Governor John Baldacci announced on December 16 that he had taken significant steps toward warehousing prisoners instead of rehabilitating them.
Those weren’t his words, but that was the real story, according to his critics, when Baldacci announced the latest round of state budget cuts he’s asking from the Legislature. The Corrections Department had over $1 million slashed, with 19 layoffs.
“It’s not going to be the correctional system we have now,” says associate corrections commissioner Denise Lord, looking at these and possible future cuts. She says neither she nor Commissioner Martin Magnusson “would say this improves corrections.” But they have minimized the negative effects, she believes.
Baldacci wants to close a dormitory at the Charleston minimum-security facility in Washington County. That would drop its population from 145 to 100. So 45 men would be kept in another prison or boarded in jails instead of in the rehabilitative educational, substance-abuse, psychological, and work programs at Charleston. Fifteen correctional officers would be laid off.
Baldacci, a Democrat, is also asking the Democratically controlled Legislature to approve eliminating four probation officer positions, including two that supervise juveniles; laying off two prisoner “advocates;” cutting funding for the legal help prisoners get for noncriminal problems such as divorces; eliminating a couple of programs that help women prisoners re-enter the community; and laying off the county-jail inspector.
The cuts “are really unfortunate decisions,” says Zachary Heiden, staff attorney for the Maine Civil Liberties Union (MCLU). Heiden calls the prisoner advocates “a real bargain for the state. They sometimes resolved disputes before they resulted in litigation — by the MCLU, for example.” He feels the short-term savings the cuts afford “will result in long-term losses” for the public.
Similarly, Barry Pretzel, a Rockland defense attorney, says cutting probation officers is penny-wise and pound-foolish: “Money could be saved by expanding probation programs. . . .There’s a huge annual saving for each prisoner who can be released on probation.”
To eliminate the prisoner advocates — one at the state prison in Warren and one who covers the whole system — a law would have to be repealed. It instructs advocates to investigate prisoner grievances, including abuse allegations. Magnusson says he’ll “have staff train inmates to do advocacy.”
Jim Burke, the Maine Law School professor who runs the prisoner-assistance clinic in Portland, says the $5000 cut in state funds for the remainder of the fiscal year may mean only prisoners at the Maine Correctional Center in South Windham would get the free legal help.
Final-year law students do the work. Nearly 800 prisoners were helped in a recent year, Burke says. The state had supplied $10,000 a year. He fears the state money has dried up for good. The program still receives funding from the Maine Bar Foundation and the law school.
Attorney Pretzel comments on what he sees as the irony of the Corrections cuts: “After spending perhaps hundreds of thousands of dollars on warehousing a prisoner, the prisoner returns to society — frequently still addicted, more mentally ill, and more skilled as a criminal. Spending less on programs that would help these individuals makes no sense.”
“We’re not warehousing prisoners,” insists governor’s aide David Farmer. “We are committed to providing effective programs to inmates.”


WORK INSTRUCTION: Each line that contains the word "figure" counts once; give the total for the records below and nothing else.

DATA EXTRACTS:

*** Block opens ***

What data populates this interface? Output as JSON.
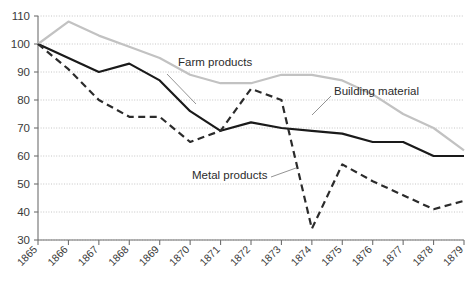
{
  "chart_data": {
    "type": "line",
    "title": "",
    "subtitle": "",
    "xlabel": "",
    "ylabel": "",
    "x": [
      1865,
      1866,
      1867,
      1868,
      1869,
      1870,
      1871,
      1872,
      1873,
      1874,
      1875,
      1876,
      1877,
      1878,
      1879
    ],
    "categories": [
      "1865",
      "1866",
      "1867",
      "1868",
      "1869",
      "1870",
      "1871",
      "1872",
      "1873",
      "1874",
      "1875",
      "1876",
      "1877",
      "1878",
      "1879"
    ],
    "xlim": [
      1865,
      1879
    ],
    "ylim": [
      30,
      110
    ],
    "ytick_values": [
      30,
      40,
      50,
      60,
      70,
      80,
      90,
      100,
      110
    ],
    "ytick_labels": [
      "30",
      "40",
      "50",
      "60",
      "70",
      "80",
      "90",
      "100",
      "110"
    ],
    "grid": true,
    "grid_style": "dotted-horizontal",
    "legend": "inline-annotations",
    "series": [
      {
        "name": "Farm products",
        "style": "solid",
        "color": "#1a1a1a",
        "width": 2.2,
        "values": [
          100,
          95,
          90,
          93,
          87,
          76,
          69,
          72,
          70,
          69,
          68,
          65,
          65,
          60,
          60
        ]
      },
      {
        "name": "Building material",
        "style": "solid",
        "color": "#c2c2c2",
        "width": 2.2,
        "values": [
          100,
          108,
          103,
          99,
          95,
          89,
          86,
          86,
          89,
          89,
          87,
          82,
          75,
          70,
          62
        ]
      },
      {
        "name": "Metal products",
        "style": "dashed",
        "color": "#2b2b2b",
        "width": 2.2,
        "values": [
          100,
          91,
          80,
          74,
          74,
          65,
          69,
          84,
          80,
          34,
          57,
          51,
          46,
          41,
          44
        ]
      }
    ],
    "annotations": [
      {
        "text": "Farm products",
        "series": "Farm products",
        "x_px": 178,
        "y_px": 66
      },
      {
        "text": "Building material",
        "series": "Building material",
        "x_px": 334,
        "y_px": 95
      },
      {
        "text": "Metal products",
        "series": "Metal products",
        "x_px": 192,
        "y_px": 179
      }
    ]
  }
}
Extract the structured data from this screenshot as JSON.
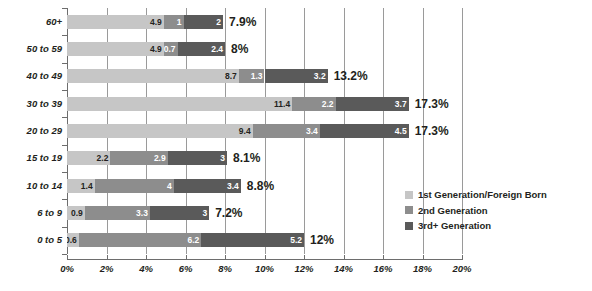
{
  "chart_data": {
    "type": "bar",
    "orientation": "horizontal",
    "stacked": true,
    "title": "",
    "xlabel": "",
    "ylabel": "",
    "xlim": [
      0,
      20
    ],
    "xticks": [
      "0%",
      "2%",
      "4%",
      "6%",
      "8%",
      "10%",
      "12%",
      "14%",
      "16%",
      "18%",
      "20%"
    ],
    "xtick_values": [
      0,
      2,
      4,
      6,
      8,
      10,
      12,
      14,
      16,
      18,
      20
    ],
    "grid": "vertical",
    "legend_position": "bottom-right",
    "categories": [
      "60+",
      "50 to 59",
      "40 to 49",
      "30 to 39",
      "20 to 29",
      "15 to 19",
      "10 to 14",
      "6 to 9",
      "0 to 5"
    ],
    "series": [
      {
        "name": "1st Generation/Foreign Born",
        "color": "#c6c6c6",
        "values": [
          4.9,
          4.9,
          8.7,
          11.4,
          9.4,
          2.2,
          1.4,
          0.9,
          0.6
        ],
        "labels": [
          "4.9",
          "4.9",
          "8.7",
          "11.4",
          "9.4",
          "2.2",
          "1.4",
          "0.9",
          "0.6"
        ]
      },
      {
        "name": "2nd Generation",
        "color": "#8d8d8d",
        "values": [
          1,
          0.7,
          1.3,
          2.2,
          3.4,
          2.9,
          4,
          3.3,
          6.2
        ],
        "labels": [
          "1",
          "0.7",
          "1.3",
          "2.2",
          "3.4",
          "2.9",
          "4",
          "3.3",
          "6.2"
        ]
      },
      {
        "name": "3rd+ Generation",
        "color": "#5a5a5a",
        "values": [
          2,
          2.4,
          3.2,
          3.7,
          4.5,
          3,
          3.4,
          3,
          5.2
        ],
        "labels": [
          "2",
          "2.4",
          "3.2",
          "3.7",
          "4.5",
          "3",
          "3.4",
          "3",
          "5.2"
        ]
      }
    ],
    "totals": [
      7.9,
      8,
      13.2,
      17.3,
      17.3,
      8.1,
      8.8,
      7.2,
      12
    ],
    "total_labels": [
      "7.9%",
      "8%",
      "13.2%",
      "17.3%",
      "17.3%",
      "8.1%",
      "8.8%",
      "7.2%",
      "12%"
    ]
  },
  "legend": {
    "items": [
      {
        "label": "1st Generation/Foreign Born",
        "color": "#c6c6c6"
      },
      {
        "label": "2nd Generation",
        "color": "#8d8d8d"
      },
      {
        "label": "3rd+ Generation",
        "color": "#5a5a5a"
      }
    ]
  },
  "colors": {
    "series1": "#c6c6c6",
    "series2": "#8d8d8d",
    "series3": "#5a5a5a",
    "gridline": "#9a9a9a",
    "axis": "#6d6d6d",
    "text": "#231f20",
    "background": "#ffffff"
  }
}
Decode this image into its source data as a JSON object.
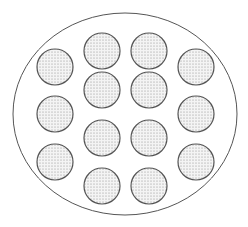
{
  "diagram": {
    "colors": {
      "background": "#ffffff",
      "outline": "#555555",
      "stipple": "#8a8a8a",
      "circle_fill": "#f4f4f4"
    },
    "outer_ellipse": {
      "cx": 125,
      "cy": 114,
      "rx": 112,
      "ry": 101
    },
    "circle_radius": 18,
    "circles": [
      {
        "id": "top-left-inner",
        "cx": 102,
        "cy": 51
      },
      {
        "id": "top-right-inner",
        "cx": 149,
        "cy": 51
      },
      {
        "id": "left-upper",
        "cx": 55,
        "cy": 67
      },
      {
        "id": "right-upper",
        "cx": 196,
        "cy": 67
      },
      {
        "id": "inner-upper-left",
        "cx": 102,
        "cy": 90
      },
      {
        "id": "inner-upper-right",
        "cx": 149,
        "cy": 90
      },
      {
        "id": "left-middle",
        "cx": 55,
        "cy": 114
      },
      {
        "id": "right-middle",
        "cx": 196,
        "cy": 114
      },
      {
        "id": "inner-lower-left",
        "cx": 102,
        "cy": 138
      },
      {
        "id": "inner-lower-right",
        "cx": 149,
        "cy": 138
      },
      {
        "id": "left-lower",
        "cx": 55,
        "cy": 162
      },
      {
        "id": "right-lower",
        "cx": 196,
        "cy": 162
      },
      {
        "id": "bottom-left-inner",
        "cx": 102,
        "cy": 186
      },
      {
        "id": "bottom-right-inner",
        "cx": 149,
        "cy": 186
      }
    ]
  }
}
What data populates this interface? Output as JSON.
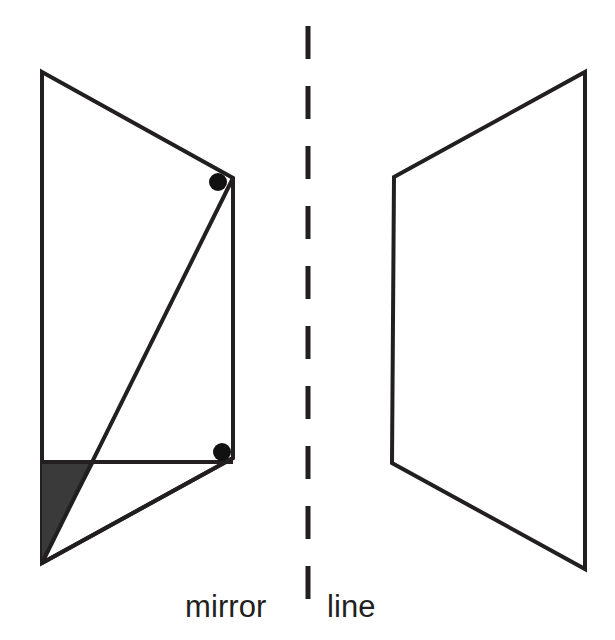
{
  "figure": {
    "background_color": "#ffffff",
    "stroke_color": "#231f20",
    "fill_color": "#3a3a3a",
    "dot_color": "#111111",
    "width": 615,
    "height": 640
  },
  "caption": {
    "mirror_label": "mirror",
    "line_label": "line",
    "full_text": "mirror | line",
    "font_size": 31,
    "color": "#231f20"
  },
  "mirror_line": {
    "name": "mirror-line",
    "orientation": "vertical",
    "x": 308,
    "y_start": 24,
    "y_end": 624,
    "style": "dashed",
    "dash_length": 33,
    "gap_length": 27,
    "stroke_width": 5,
    "color": "#231f20",
    "dash_count": 10
  },
  "left_shape": {
    "name": "left-figure",
    "description": "original quadrilateral with internal diagonal, horizontal chord and shaded corner triangle",
    "outline_points": "42,72 233,178 233,458 42,563",
    "vertices": [
      {
        "label": "top-left",
        "x": 42,
        "y": 72
      },
      {
        "label": "top-right",
        "x": 233,
        "y": 178
      },
      {
        "label": "bottom-right",
        "x": 233,
        "y": 458
      },
      {
        "label": "bottom-left",
        "x": 42,
        "y": 563
      }
    ],
    "diagonal": {
      "x1": 233,
      "y1": 178,
      "x2": 42,
      "y2": 563
    },
    "chord": {
      "x1": 42,
      "y1": 462,
      "x2": 233,
      "y2": 462
    },
    "lower_edge": {
      "x1": 233,
      "y1": 458,
      "x2": 42,
      "y2": 563
    },
    "left_edge": {
      "x1": 42,
      "y1": 72,
      "x2": 42,
      "y2": 563
    },
    "right_edge": {
      "x1": 233,
      "y1": 178,
      "x2": 233,
      "y2": 458
    },
    "top_edge": {
      "x1": 42,
      "y1": 72,
      "x2": 233,
      "y2": 178
    },
    "shaded_triangle": {
      "points": "42,460 96,460 42,563",
      "fill": "#3a3a3a"
    },
    "dots": [
      {
        "name": "upper-vertex-dot",
        "cx": 218,
        "cy": 182,
        "r": 9
      },
      {
        "name": "lower-vertex-dot",
        "cx": 222,
        "cy": 452,
        "r": 9
      }
    ]
  },
  "right_shape": {
    "name": "right-figure",
    "description": "reflected blank quadrilateral on the other side of the mirror line",
    "outline_points": "394,177 585,72 585,569 392,463",
    "vertices": [
      {
        "label": "top-left",
        "x": 394,
        "y": 177
      },
      {
        "label": "top-right",
        "x": 585,
        "y": 72
      },
      {
        "label": "bottom-right",
        "x": 585,
        "y": 569
      },
      {
        "label": "bottom-left",
        "x": 392,
        "y": 463
      }
    ]
  },
  "stroke_width": 4
}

*** Block closes ***

RESULT FOR THIS EXERCISE: 3